Privacy (Gramm-Leach-Bliley and Iowa rules)
Producers must protect nonpublic personal information: Social Security numbers, financial account data, and protected health information. Required practices include providing privacy notices, limiting disclosure of medical information without authorization, and safeguarding records. HIPAA and the federal Gramm-Leach-Bliley Act reinforce these duties for health and financial data.
Acting Without Authority and Other License Hazards
The exam tests several conduct pitfalls that lead to license action under Iowa Code 522B.11. A producer may not transact insurance for an insurer with which they hold no current appointment, may not sign an applicant's name or alter an application without authorization, and may not aid an unlicensed person in transacting insurance. Sliding — adding coverages or fees the buyer did not knowingly request — and window-period abuses are likewise prohibited.

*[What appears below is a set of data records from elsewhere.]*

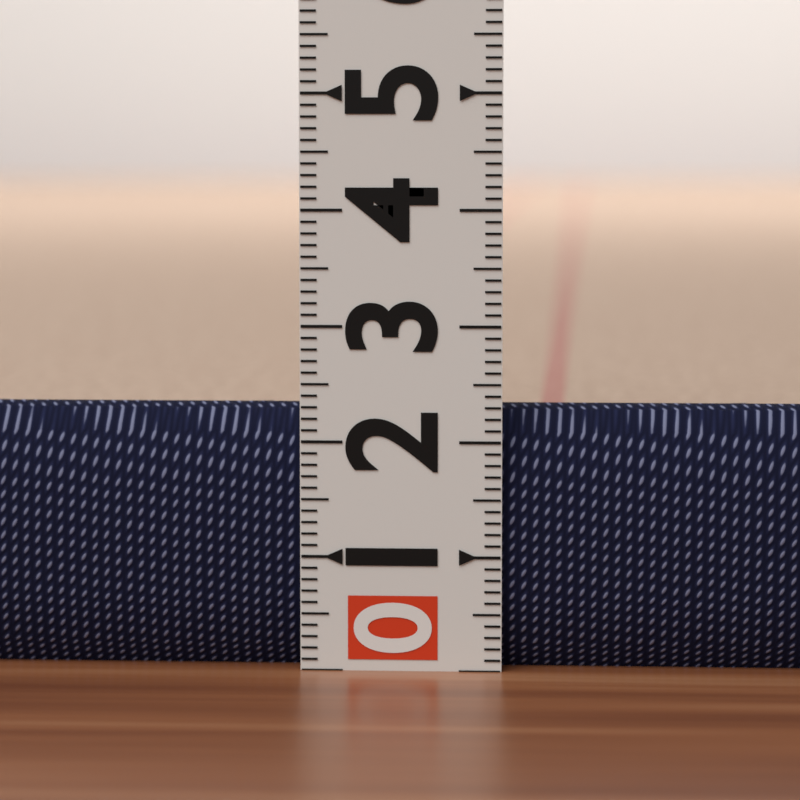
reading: 2.3 (no unit)
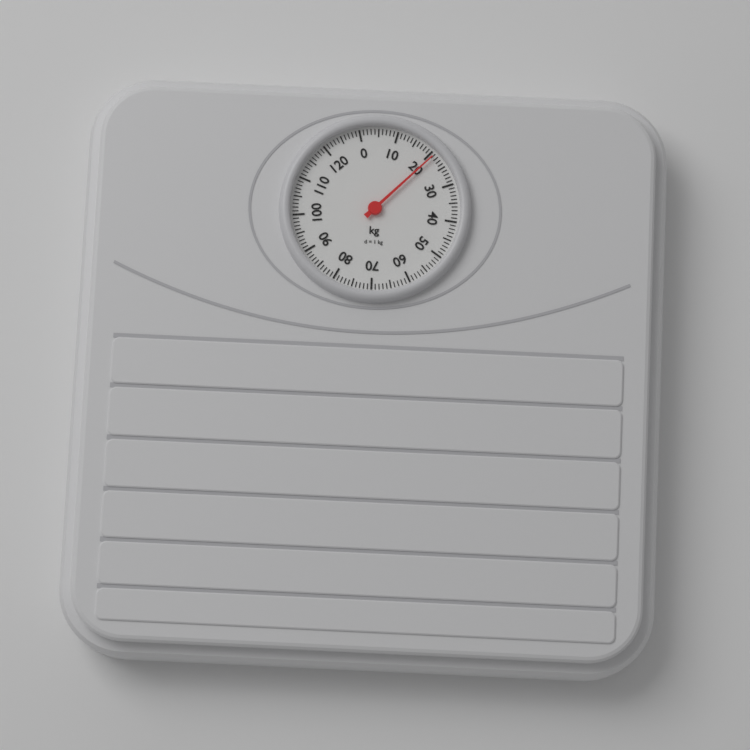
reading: 21 kg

| Misconduct | Consequence |
|---|---|
| Selling without an active appointment | License suspension or fine |
| Forging or altering an application | Revocation; possible fraud charge |
| Sharing commission with an unlicensed person | Violation of 522B and 507B |
| Misappropriating premium (conversion) | Revocation and criminal referral |
Putting It Together
The through-line of producer conduct is trust: protect the client's money, protect the client's information, recommend only suitable products, and keep the regulator informed. When a fact pattern shows a producer prioritizing a commission over the documented best interest of the client — replacing a suitable annuity, skipping the suitability worksheet, or pocketing premium — the exam answer is almost always that the producer breached a fiduciary or statutory duty.

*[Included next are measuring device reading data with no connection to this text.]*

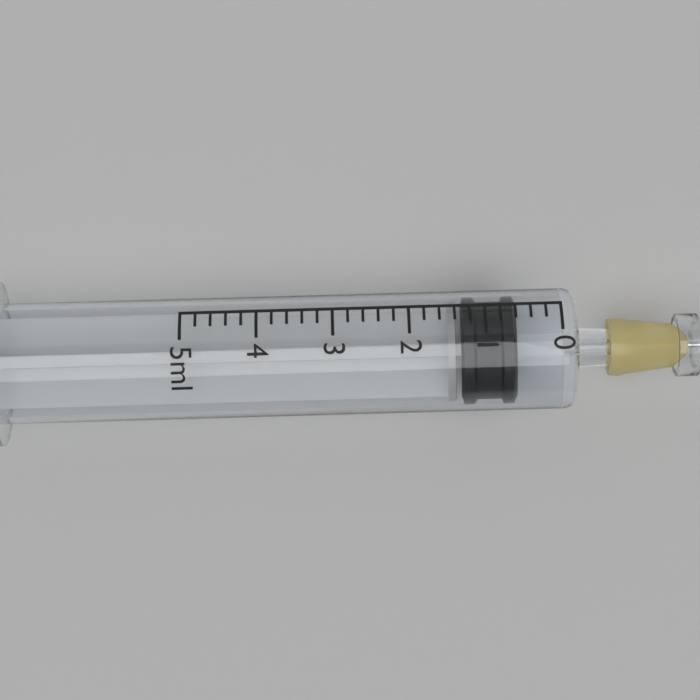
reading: 0.6 ml
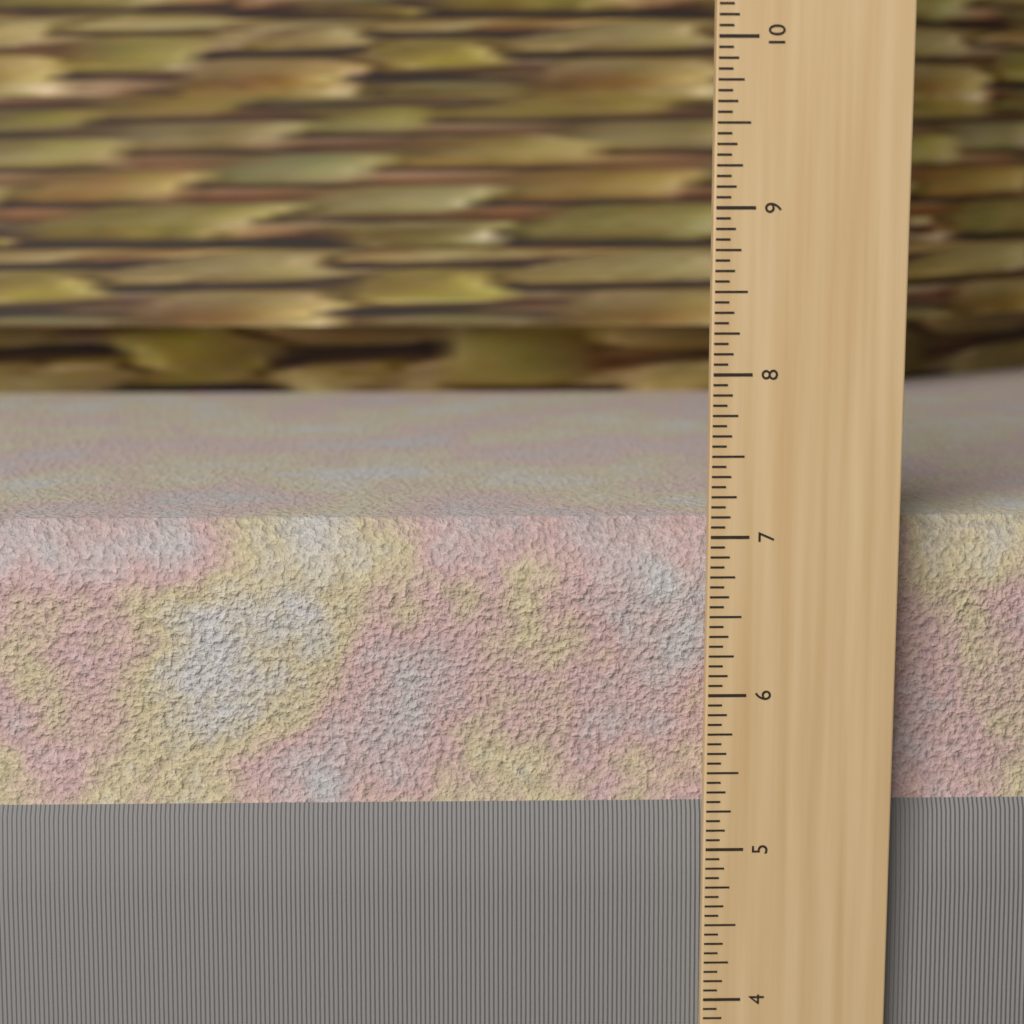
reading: 7.0625 in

An Iowa resident producer is in the middle of a three-year license term. What is the minimum continuing education requirement, including any ethics mandate?
A producer deposits a client's cash premium into their own personal checking account before later paying the insurer. Why is this a violation even though the insurer is eventually paid?
Within how many days must an Iowa producer report a final administrative action taken against them by another state's insurance regulator?